In contrast to his London production where most of the sitters with oval faces are depicted bust length in oval trompe l’œil architecture, the portraits produced in Holland remain more refined. Inspired by Van Dyck, who died in 1641, Ceulen developed new characteristics common to his portraits, in which the sitters are shown in a half-length three-quarter view against a dark background. Probably a rich merchant or patron from Utrecht’s social elite, our sitter poses proudly, one hand placed on his torso, the other delicately holding a pair of leather gloves.

Van Ceulen’s talents as a miniaturist certainly justify the highly studied preciosity of which our picture is an excellent example. The light astutely focuses the viewer’s attention on the sitter’s face by creating a striking contrast between the flesh and the plain peacock blue background, two elements which are almost worth as much as a signature and are used in a few rare known portraits by the artist. The elegance and exacerbated realism are rendered through minute execution of substances, especially in the delicate transparency of waxy flesh with apparent veins, a detail common to portraits of this period which are considered the most subtle of his production.
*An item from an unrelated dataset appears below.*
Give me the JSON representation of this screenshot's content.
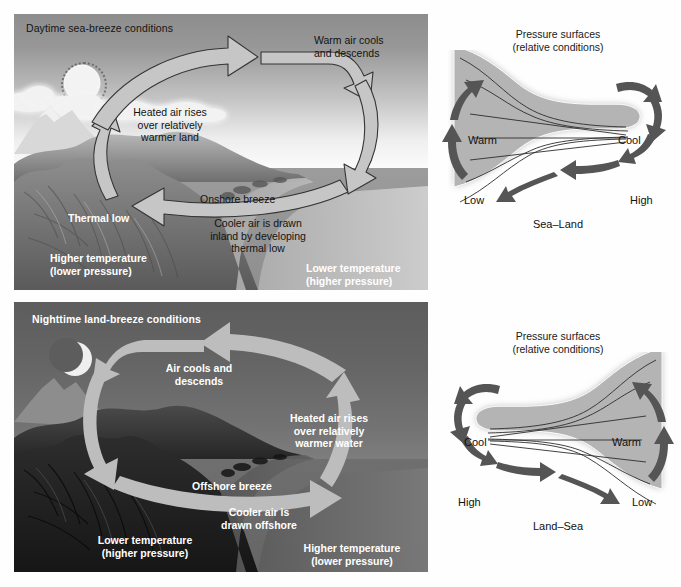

Cornelius Johnson van Ceulen’s career falls into two distinct productions, of which the Dutch part stands out for finesse in execution raised to its most exacting level. Extolled by the engraver Jan Meyssens (1612-1670) in his work, Images de divers homes d’esprit sublime qui par leur art et science devraient vivre eternellement et desquels la louange et renommée faict estonner le monde (1649) (2), collected by the social elite from London to Utrecht throughout the 17th century, and conserved today in international museums such as the Utrecht Centraal Museum and the Tate Modern in London, van Ceulen’s work has regained its place of honor as a result of the recent work on him which appeared in 2015.

M.O.
transl. chr

(1)Karen Hearn, Cornelis Johnson, Paul Holberton Pub., London, 2015, p. 57.
(2) Translator’s note : published in English in 1694 under the title, The True Effigies of the most Eminent Painters, and other famous artists that have flourished in Europe.